Last year alone, 29,511 elementary, middle and high school students went abroad to study. That was up 44.6 percent compared to the previous year’s 20,400 or so. Korean students go not only to the United States, Australia and Canada but also to China, Singapore, Thailand, Malaysia and South Africa.
The parents who send their children abroad may believe that their children study hard and adapt to life in schools there. Unfortunately, however, less than 30 percent of these students are doing well in the new environments. Countless students fail to adapt to a new culture. Some students become miserable, like the one in Australia, and come back to Korea. In some families, mothers stay with their children so the wives and husbands live apart for long periods of time. That sometimes ruins families in the end.
Are there any solutions? Yes; if Korea establishes many good schools, the number of students who go abroad to study will drop significantly.
As an increasing number of Thai students want to study abroad, the Thai government established some 100 international schools for local and foreign students.
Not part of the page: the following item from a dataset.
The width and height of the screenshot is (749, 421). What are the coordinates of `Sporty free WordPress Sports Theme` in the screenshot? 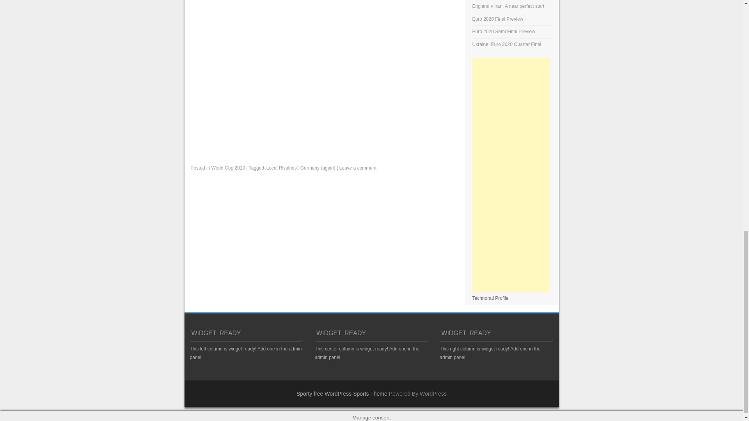 It's located at (342, 394).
Even communist China has hundreds of international schools in Beijing, Shanghai, Tianjin and Shandong Province.
Korea goes against this international trend. Many children become educational refugees and roam the world. But the government is squeezing existing foreign language schools instead of establishing new international ones.
The government has persistently criticized foreign language high schools, saying that parents spend too much money on private tutors for their children to be admitted to such schools and those who do not go to those schools are left to feel unnecessarily bad about themselves.
Lately, the government withdrew the right to issue permits to establish schools in cities and provinces as a way to stop new foreign language high schools from being built.
Late this month, the government plans to announce measures to make foreign language high schools belong to the same category as vocational schools. Then those students who wanted to go to foreign language schools will prefer to go abroad so there will be more educational refugees.
The Roh Moo-hyun administration has divided the country between the metropolitan area and the outlying regions, between northern Seoul and southern Seoul, between the haves and have-nots and between the educated and the uneducated.
The policy regarding foreign language high schools is in line with this. The government divides foreign language high schools and regular schools and attempts to crush the former.
If we are divided among ourselves, the result is that we only waste the nation’s energy. Our rivals are not the residents in Gyeonggi or in Chungcheong. We must compete against the United States, Japan, China and European countries. Koreans are more enthusiastic about education than other people and we have good human resources. There are people who want to use their private assets to establish and run schools.
If the government allows the people to establish and run schools freely, we can make schools that are even better than those in the United States, Japan and China. Putting foreign language high schools in the same category as vocational schools is a bad idea. We should make them among the world’s best so as to attract foreign students.
However, to expect this to happen in the Roh administration is like expecting roses to bloom in harsh Siberia.
We simply hope that the government’s policy that will be announced late this month that will not totally kill foreign language high schools. This way the following administration can revive them.

*The writer is a professor of education at Hanyang University. Translation by the JoongAng Daily staff.